Excerpts from letters and diaries of Australians who experienced firsthand war were also read out from 4.30am.

A national ceremony will be held in Canberra from 10.15am.

Opposition Leader Tony Abbott will be in attendance.

Prime Minister Julia Gillard will attend a service in Darwin.

Ms Gillard was in Townsville in Queensland for the Dawn Service.
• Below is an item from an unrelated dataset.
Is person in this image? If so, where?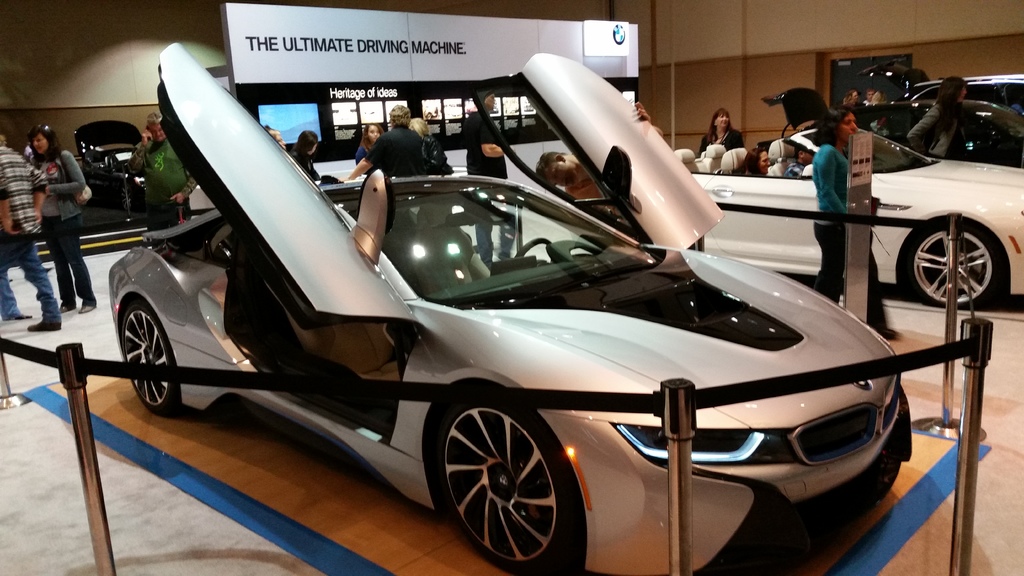
Yes, at [left=287, top=128, right=324, bottom=184].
Mr Abbott was in Melbourne.

Corporal Roberts-Smith will march in the Canberra national ceremony later today with the children of his colleagues killed in Afghanistan Sergeant Matthew Locke MG and Sergeant Blaine Diddams.

Australia plans to have the majority of troops out of Afghanistan by December.
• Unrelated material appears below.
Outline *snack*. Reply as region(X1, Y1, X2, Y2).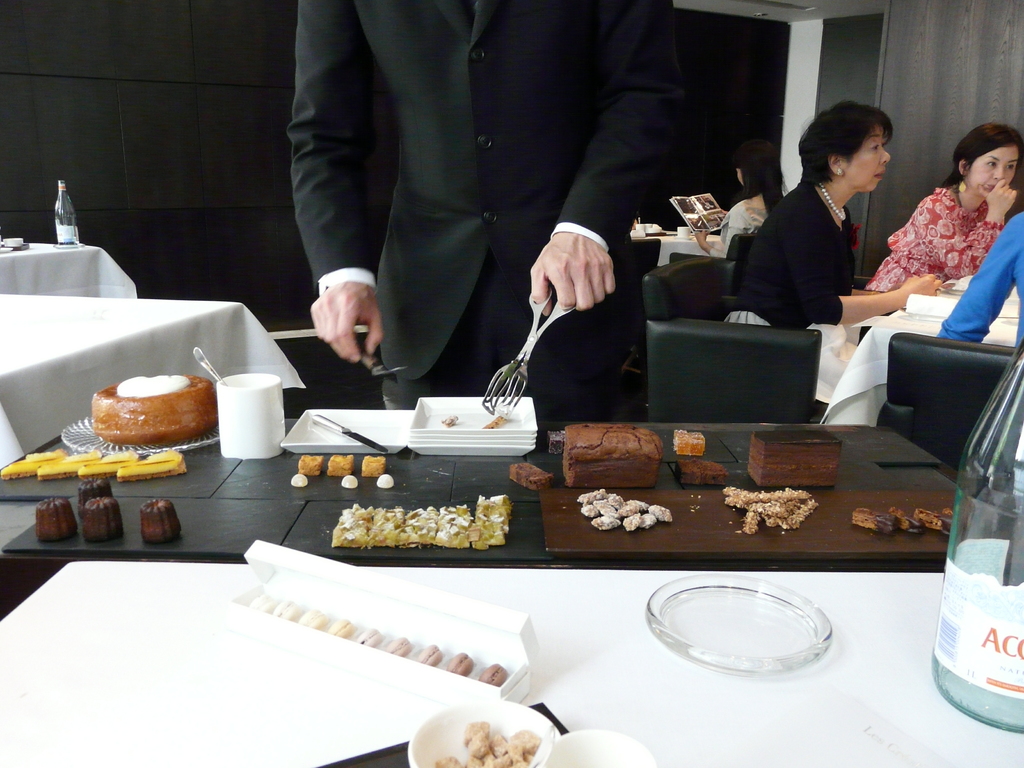
region(143, 497, 184, 543).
Currently around 1600 Australian servicemen and women are in the war -torn nation.

Anzac Day in NSW: Go to The Telegraph

Corporal Roberts-Smith is the most public face of a call for younger veterans not only to attend dawn services but to march in parades.

Very few veterans of recent conflicts like East Timor, the Solomons, Iraq and Afghanistan were taking part in parades, said War Memorial director Brendan Nelson.
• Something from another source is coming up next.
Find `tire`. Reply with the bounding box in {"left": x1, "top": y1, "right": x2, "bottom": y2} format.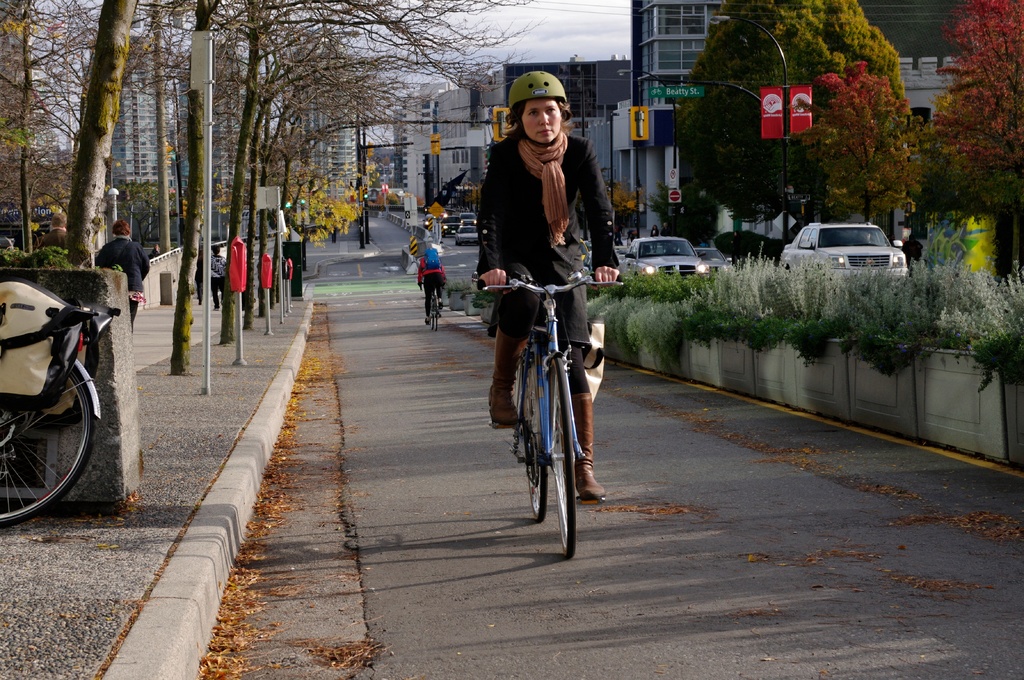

"We want you to march," he said.

In Melbourne, Victorian RSL chief Michael Annett said the dawn service continued to attract young people without any direct ancestral links to veterans, swelling the expected crowd to 45,000.

"As the dawn begins to break and you start to see the faces in the crowd, the vast majority of those people are families," he said. "There's a very special reverence for the veterans, whose numbers are dwindling."

AFL teams Essendon and Collingwood will clash at the MCG in the afternoon in their traditional Anzac Day clash, then the Melbourne Storm play the New Zealand Warriors in the NRL at nearby AAMI Park in the evening.

Anzac Day in Victoria: Go to The Herald Sun

In Brisbane, 95-year-old Neil Russell, a veteran of the Middle East and the Pacific, will be just one of many living stories in the Queensland capital's march.

As a 25-year-old first lieutenant, he helped stop the Japanese from taking Port Moresby in the 1942 Battle of Milne Bay.

He says when the order came to fix bayonets and charge, his company "stormed the enemy stronghold".

"And the Japs shot off like a Bondi tram," he said.

Anzac Day in Queensland: Go to The Courier Mail

The WA government, meanwhile, says work to prepare the historic West Australian coastal city of Albany for next year's Anzac commemorations will be completed on time.

The site where thousands of Australian and New Zealand troops departed for Egypt and then Gallipoli in Turkey in 1914 needs to be finished by November 1 next year, when there will be a re-enactment of the departure of ships from King George Sound.

New research in South Australia will try to determine what was so special about the Australian diggers who fought in World War I.

University of Adelaide PhD student Lachlan Coleman is comparing the resources available to Australian soldiers to those provided to their British comrades during the Hundred Days Campaign in northern France which paved the way for victory against the Germans.

War historian Robin Prior said little work had been done to understand why the Australian soldiers were so successful.

Anzac Day in SA: Go to AdelaideNow

A sword belonging to one of Australia's most inspiring battlefield commanders will be the centrepiece of the Anzac Day march in Perth.

Brigadier Arnold Potts, who commanded the brigade that held back the Japanese advance during bitter fighting on the Kokoda Trail in World War II, wore the sword when he received a Military Cross decoration from King George V at Buckingham Palace in 1916 for serving on the Western Front.

The sword will be held by his successor Lieutenant Colonel Rhogan Aitken, commanding officer of the Royal Western Australia Regiment's 16th Battalion, as he leads his troops through the city's streets.

Anzac Day in WA: Go to PerthNow

In Darwin, US Marines and Australian veterans are looking forward to marching alongside each other.

About 200 US Marines are stationed in Darwin for the dry season for training, and two platoons of Americans, about 90 people, are set to take part in Anzac Day proceedings on Thursday.

Anzac Day in the NT: Go to The NT News

And in Tasmania, the bushfire-ravaged Tasmanian town of Dunalley will hold its first ever dawn service this Anzac Day.

The town's RSL club was among more than 60 buildings razed when last summer's fires swept the oyster-growing community, 60km southeast of Hobart.